The Darker Side of Western Modernity

Walter D. Mignolo
Duke University Press, 2011

 

To many Westerners, the Middle East seems more confounding each day. How could the killings get any worse, the struggles more irrational? When the rebellion of Syria’s people against the oppressive Assad dictatorship suddenly turned into a civil war, thus giving strength to the Islamic State in Iraq and Syria, the confusion only worsened. Reese Erlich, a prominent independent journalist, begins to unpack some of our questions. Setting the current struggles in the context of the world powers that created Syria, Erlich demonstrates how the histories and dynamics of international struggles are indispensible for understanding the current realities.

Romance in the Torah

The Books of Jonathan: Four Men, One God
Gary Levinson
Self-Published, 2014

If you are itching to get away from the contemporary world, here’s a fun and steamy route: a hot gay love story based in part on an imaginative reconstruction of the relationship between Jonathan (the eldest son of King Saul) and Saul’s antagonist, David, who eventually overthrows Saul and becomes the founder of the dynasty that by legend is destined ultimately to produce the Messiah. Author Gary Levinson explores questions of faith and nationhood in a historical novel that provides a fun escape from the frustrations of the present even as it smashes any romanticization of the past.

Hope in Israel/Palestine

Absolution: A Palestinian Israeli Love Story

R.F. Georgy
Parthenon Books, 2014

The Girl Who Stole My Holocaust

Noam Chayut
Verso, 2013

 

In the wake of Israel’s bloody struggle in Gaza, it may be healing to read Absolution—a Palestinian Israeli love story by R.F. Georgy that rehumanizes what media reports reduce to political sloganeering. Here you can reconnect with the human spirit, transcending the normal boundaries of political positions to momentarily rekindle your belief in love. Another story that offers hope in this moment is Israeli Noam Chayut’s memoir of his life as a young soldier on the front line of Operation Defensive Shield, a devastating offensive against Gaza by Israel. Chayut’s memoir takes you into the inner life of a principled and caring soldier whose acceptance of the standard narrative of the Holocaust initially allows him to believe that Israel’s wars are necessary and just. His views start to change when his encounter with a Palestinian village shatters his certainty and he comes to question the uniqueness of the Holocaust and the necessity of the Occupation.

Hope in Israel/Palestine

Absolution: A Palestinian Israeli Love Story by R. F. Georgy

The Girl Who Stole My Holocaust by Noam Chayut

 

In the wake of Israel’s bloody struggle in Gaza, it may be healing to read Absolution—a Palestinian Israeli love story by R.F. Georgy that rehumanizes what media reports reduce to political sloganeering. Here you can reconnect with the human spirit, transcending the normal boundaries of political positions to momentarily rekindle your belief in love. Another story that offers hope in this moment is Israeli Noam Chayut’s memoir of his life as a young soldier on the front line of Operation Defensive Shield, a devastating offensive against Gaza by Israel. Chayut’s memoir takes you into the inner life of a principled and caring soldier whose acceptance of the standard narrative of the Holocaust initially allows him to believe that Israel’s wars are necessary and just.

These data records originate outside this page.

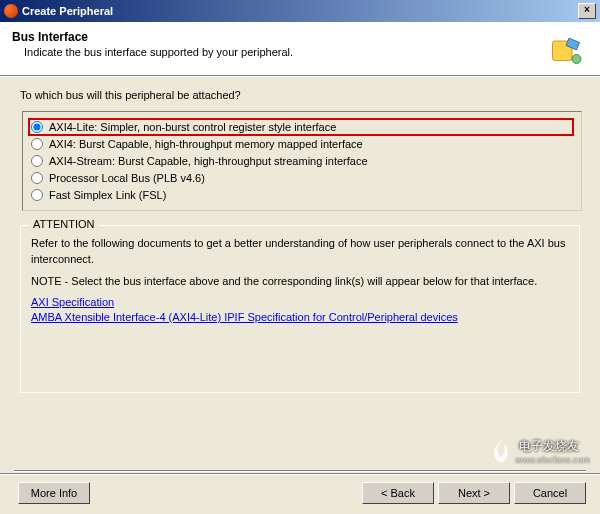  What do you see at coordinates (37, 178) in the screenshot?
I see `radio-input-plb` at bounding box center [37, 178].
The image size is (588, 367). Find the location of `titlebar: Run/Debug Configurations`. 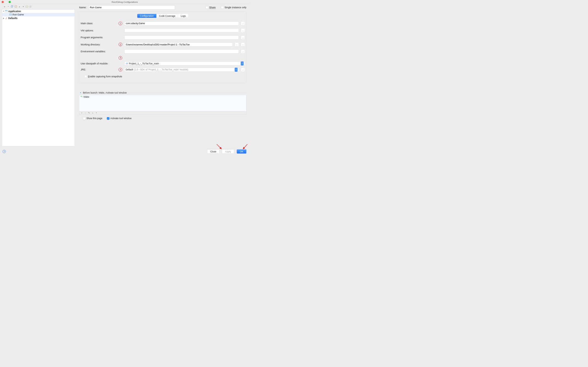

titlebar: Run/Debug Configurations is located at coordinates (125, 2).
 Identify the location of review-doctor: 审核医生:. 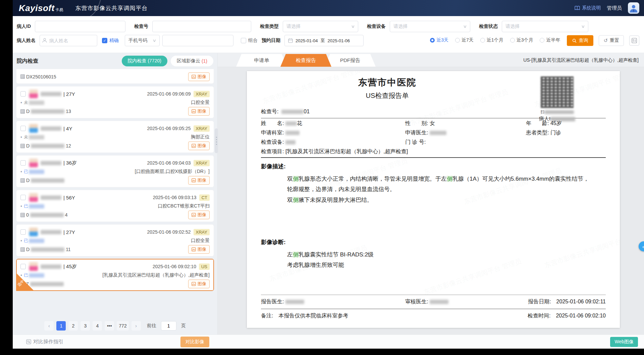
(466, 302).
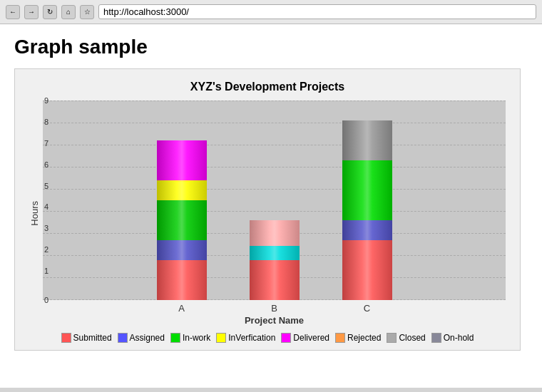 The image size is (542, 392). Describe the element at coordinates (367, 140) in the screenshot. I see `bar-segment-on_hold` at that location.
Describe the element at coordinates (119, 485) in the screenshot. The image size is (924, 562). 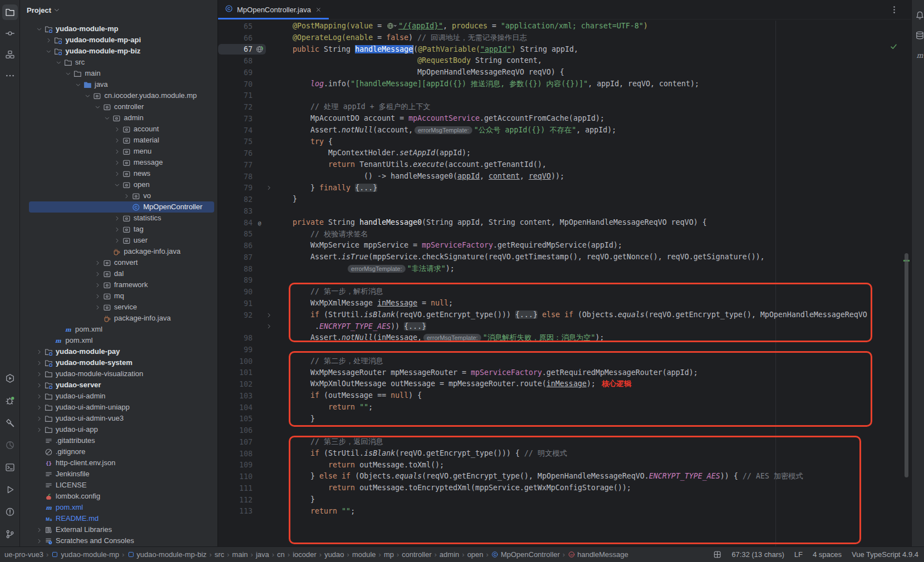
I see `tree-item: LICENSE` at that location.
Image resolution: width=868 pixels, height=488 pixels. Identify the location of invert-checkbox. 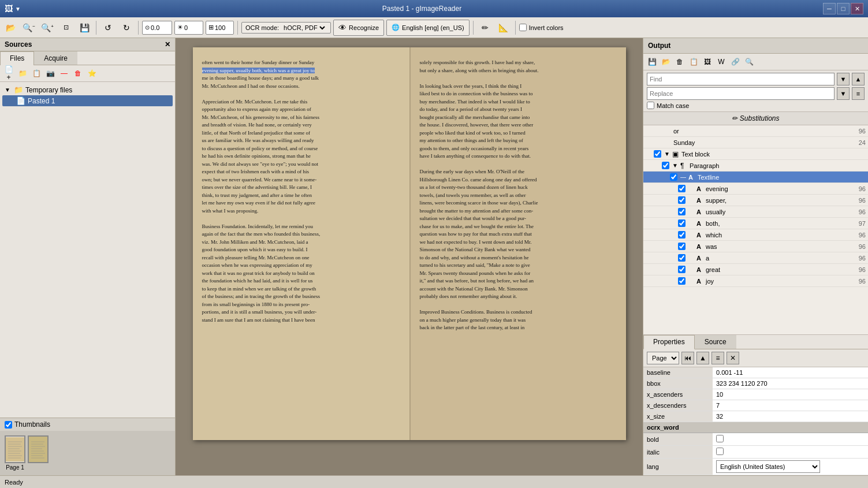
(523, 28).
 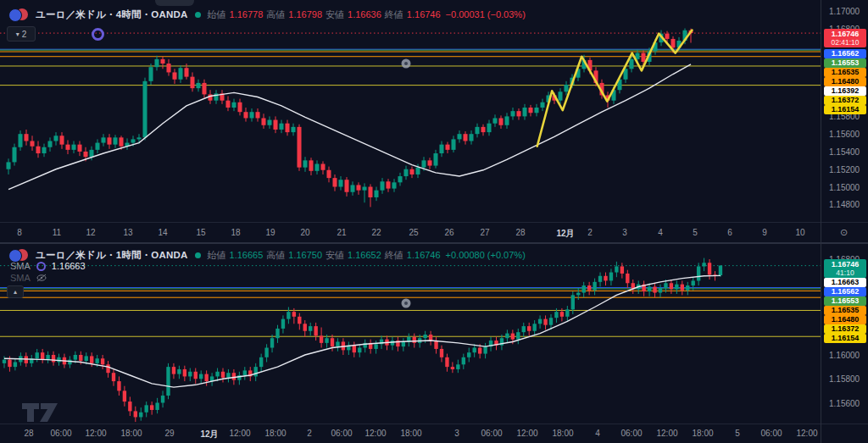 What do you see at coordinates (376, 232) in the screenshot?
I see `time-label: 22` at bounding box center [376, 232].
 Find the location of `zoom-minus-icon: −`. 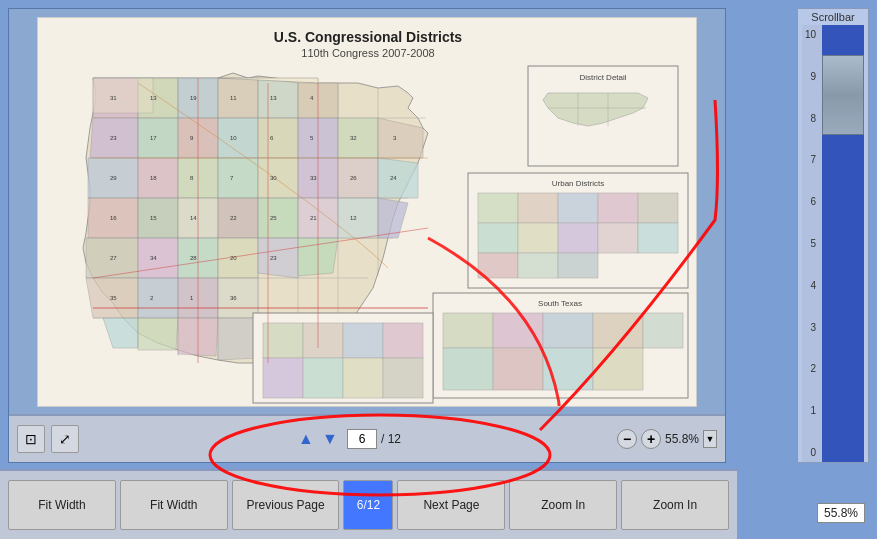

Poems for the High Holiday Season

The Days Between

Marcia Falk
Brandeis University Press, 2014

Marcia Falk’s collection of blessings, poems, and “directions of the heart” for the Jewish High Holiday season is another gem by this inspired poet, whose Book of Blessings was an inspiration to a generation of feminists and their allies. With matching pages of Hebrew and English, Falk has captured some of the rich wisdom of Jewish spirituality that permeates the High Holiday prayer book (machzor), translating it into a language accessible even to resolute atheists.